Throwback Tuesday takes us back in time to when a motorcycle cop turned vigilante helped keep the streets of Los Angeles safe on an experimental bike known as Street Hawk. Created by those who apparently thought Knight Rider and Airwolf were too realistic, Street Hawk introduces us to motorcycle cop Jesse Mach (Rex Smith) who is injured, and whose partner (Robert Beltran) is killed, in the “Pilot.” Reassigned to desk duty as part of the Police Deartment’s public relations office, Mach is also secretly recruited for a top secret project by the Norman Tuttle (Joe Regalbuto) to test-drive his experimental motorcycle known as Street Hawk. The reckless Mach is far from Tuttle’s first choice, and Mach takes some convincing to agree to the project (experimental surgery to repair his damaged knee is certainly a selling point), but by the end of the show’s first episode the odd couple find a way to work together.
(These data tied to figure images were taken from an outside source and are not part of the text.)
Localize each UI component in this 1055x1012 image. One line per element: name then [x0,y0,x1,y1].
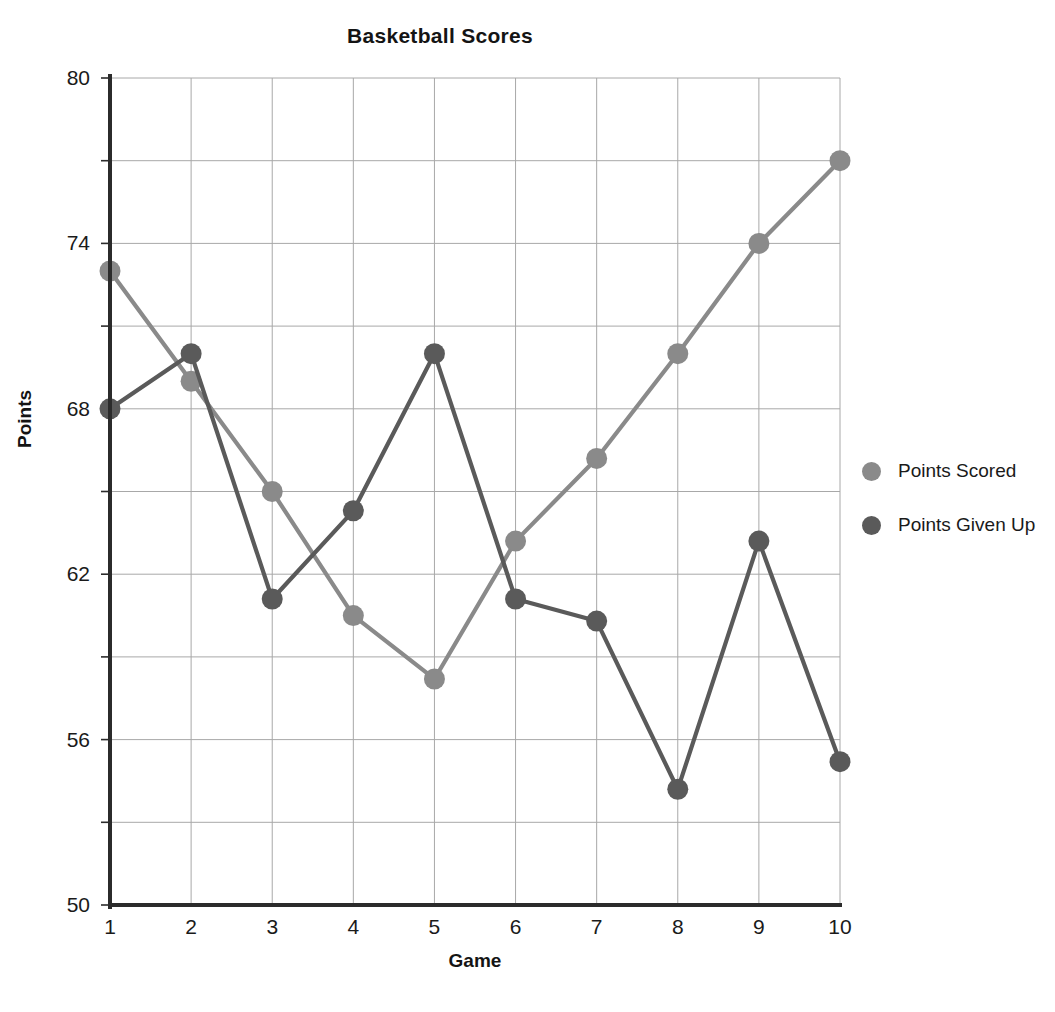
y-axis-title: Points [14,390,36,448]
y-axis-tick-label: 68 [32,397,90,421]
data-point-marker [830,751,851,772]
legend-label: Points Given Up [898,514,1035,536]
x-axis-tick-label: 7 [572,915,622,939]
y-axis-tick-label: 80 [32,66,90,90]
y-axis-tick-label: 56 [32,728,90,752]
x-axis-tick-label: 8 [653,915,703,939]
data-point-marker [586,611,607,632]
y-axis-tick-label: 74 [32,231,90,255]
data-point-marker [181,343,202,364]
x-axis-tick-label: 9 [734,915,784,939]
x-axis-tick-label: 6 [491,915,541,939]
data-point-marker [586,448,607,469]
x-axis-tick-label: 2 [166,915,216,939]
data-point-marker [667,343,688,364]
data-point-marker [667,779,688,800]
data-point-marker [262,589,283,610]
series-points-given-up [100,343,851,800]
data-point-marker [830,150,851,171]
legend-entry[interactable]: Points Given Up [862,498,1052,552]
data-series-layer [110,78,840,905]
x-axis-tick-label: 5 [409,915,459,939]
x-axis-tick-labels: 12345678910 [110,915,840,947]
data-point-marker [343,500,364,521]
y-axis-line [108,74,112,909]
legend-marker-icon [862,516,881,535]
y-axis-tick-label: 62 [32,562,90,586]
data-point-marker [505,589,526,610]
chart-legend: Points ScoredPoints Given Up [862,444,1052,552]
legend-marker-icon [862,462,881,481]
y-axis-tick-labels: 505662687480 [20,78,90,905]
x-axis-tick-label: 4 [328,915,378,939]
plot-area [110,78,840,905]
series-line [110,161,840,679]
x-axis-tick-label: 10 [815,915,865,939]
y-axis-tick-label: 50 [32,893,90,917]
legend-entry[interactable]: Points Scored [862,444,1052,498]
legend-label: Points Scored [898,460,1016,482]
x-axis-tick-label: 1 [85,915,135,939]
data-point-marker [748,531,769,552]
data-point-marker [748,233,769,254]
basketball-scores-chart: Basketball Scores 505662687480 123456789… [0,0,1055,1012]
data-point-marker [424,668,445,689]
x-axis-tick-label: 3 [247,915,297,939]
data-point-marker [505,531,526,552]
x-axis-line [108,903,842,907]
data-point-marker [262,481,283,502]
data-point-marker [424,343,445,364]
x-axis-title: Game [110,950,840,972]
data-point-marker [343,605,364,626]
chart-title: Basketball Scores [0,24,880,48]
Despite the show only lasting 13 episode’s it earned a bit of a cult following spawning four novels and various toy releases in different countries. The “Pilot” centers around Mach struggling to fit into his new role in public relations under former reporter Rachel Adams (Jeannie Wilson) while secretly training to get back into shape after his surgery. To keep any involvement with the project secret, Mach will be forced to keep up the charade of his injury during his day job. Meanwhile, our protagonist uses the remainder of his time to investigate the death of his partner by a drug smuggler (Christopher Lloyd) with a supped-up SUV and a dirt-bike team who like to commit armed robberies in their spare time. Finding the link he’s been searching for, Mach goes off half-cocked but also proves the bike’s worth and his own (even if he has to kidnap and blackmail Tuttle over the course of the episode to get what he wants). Pure 80s, Street Hawk is goofy fun. Some of the stunts of the “Pilot” have aged better than others, and some might not have been that good even in their day, but the bike (designed off of the 1983 Honda XL500 trailbike) still looks pretty cool.